The Durango City Council unanimously approved another water and sewer rate increase at its regularly scheduled meeting Tuesday, a continuance of decades of rate hikes that have exacerbated the cost of living in the city.
Water and sewer rates will rise 3 percent in base and usage fees in 2019, an increase the city has justified as necessary to maintain a fiscal position resilient to future economic fluctuation, maintain and invest in city infrastructure and improve city facilities to meet the needs of a growing community, according to materials prepared by city staff.
“It’s understandable that you have to raise the rates to keep the mechanisms working,” Mayor Sweetie Marbury said.
Both sewer and water rate increases were approved, in part, to account for inflation.
While it is difficult to say how much the city has increased its water rates in the past two decades – because the fee structure has changed in the interim – it is clear from city ordinances dating back to 1997 that the city has been charging more for those services at a rate that outpaced inflation.
From 1997 to 2013, the cost of the first 2,000 gallons of water used by single-family homeowners increased from $5.82 to $13.08, an increase of more than 124 percent, city ordinances show. And the rate for every 1,000 gallons over the base fee rose from $1.24 to $2.23 between 1997 and 2013, an increase of almost 80 percent.
Both of those rates are significantly higher than the 45 percent rate of inflation that occurred during the same time period, according to the Bureau of Labor Statistics. If water rates would have kept pace with inflation, residents would have been paying $8.44 by 2013 for the first 2,000 gallons of water – $4.64 less than what was being collected.
“I do recognize that it is a difficult time, and I do recognize that we have had a lot of rate increases,” said Mayor Pro-Tem Melissa Youssef. “Our utility bills are expensive.”
Then, in 2014, the city conducted a water-rate study that found charging a base fee based on the size of a water meter would be necessary to ensure revenue stability. That’s when the city proposed renovating the Santa Rita Water Reclamation Facility, a more than $50 million project funded through a bond that is being repaid with water and sewer fees.
“Having a base-fixed charge assessed to all customers each month will help to ensure that the city will have the revenues needed in order to meet its annual debt service obligations and will provide additional assurance to bond holders that their loans will be repaid,” the 2014 report states.
That base charge, in 2014, for a residential water meter was $12.46. In 2019, the base rate for the majority of rate-payers will increase to $16.23, an increase of more than 30 percent in half a decade. By comparison, inflation increased only 8 percent during those five years. That means in the past four years, water and sewer rates have risen at almost four times the pace of inflation.
John Simpson, a resident who has been critical of city spending, said Tuesday there wasn’t enough justification for raising sewer and water rates. Simpson was also critical of the city’s tax question in November that would have raised an additional 5.4 mill levy on properties and a 0.55 percent increase to sales tax. That measure failed by more than 20 percent.
“Proceeding with staff recommendation (to approve a rate increase) will only go to further the sentiment in the community that you just don’t get it,” Simpson said of City Council.
Much of the extra money raised through rate increases will help pay for the Santa Rita Water Reclamation Facility; the rest has been used for infrastructure repair that had long been deferred under the previous rate structure, said Jarrod Biggs, assistant utilities director. It will also be used to pay for a second water treatment plant, a project that’s in the beginning stages of planning, he said
“Moving forward, we are making sure we are becoming more proactive with our asset management,” Biggs said.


[PROBLEM DESCRIPTION] Throughout the listing below, show every line in which "Image" occurs.

[DATA EXCERPTS]
######

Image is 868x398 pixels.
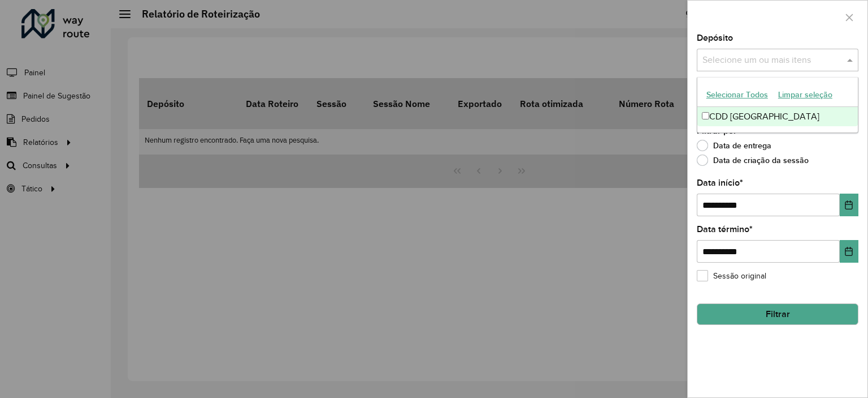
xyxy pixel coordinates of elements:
[697,222,753,236] label: Data término
[697,176,743,190] label: Data início
[697,303,859,325] button: Filtrar
[840,240,859,263] button: Choose Date
[697,155,809,166] label: Data de criação da sessão
[697,77,859,133] ng-dropdown-panel: Options list
[697,140,771,151] label: Data de entrega
[773,86,837,104] button: Limpar seleção
[701,86,773,104] button: Selecionar Todos
[840,193,859,216] button: Choose Date
[697,270,766,282] label: Sessão original
[697,107,858,126] div: CDD [GEOGRAPHIC_DATA]
[697,31,733,45] label: Depósito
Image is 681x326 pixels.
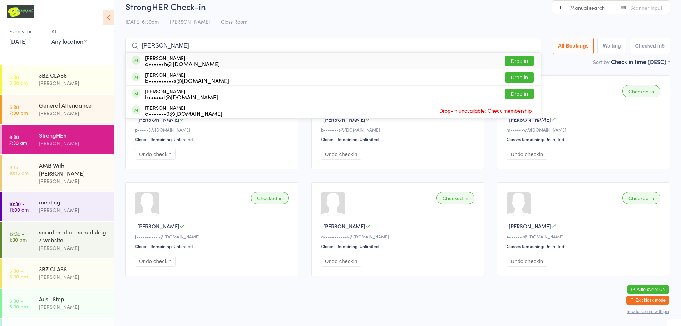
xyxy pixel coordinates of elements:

######

[TASK SOLUTION]
Image is 868x398 pixels.
Image is 681x326 pixels.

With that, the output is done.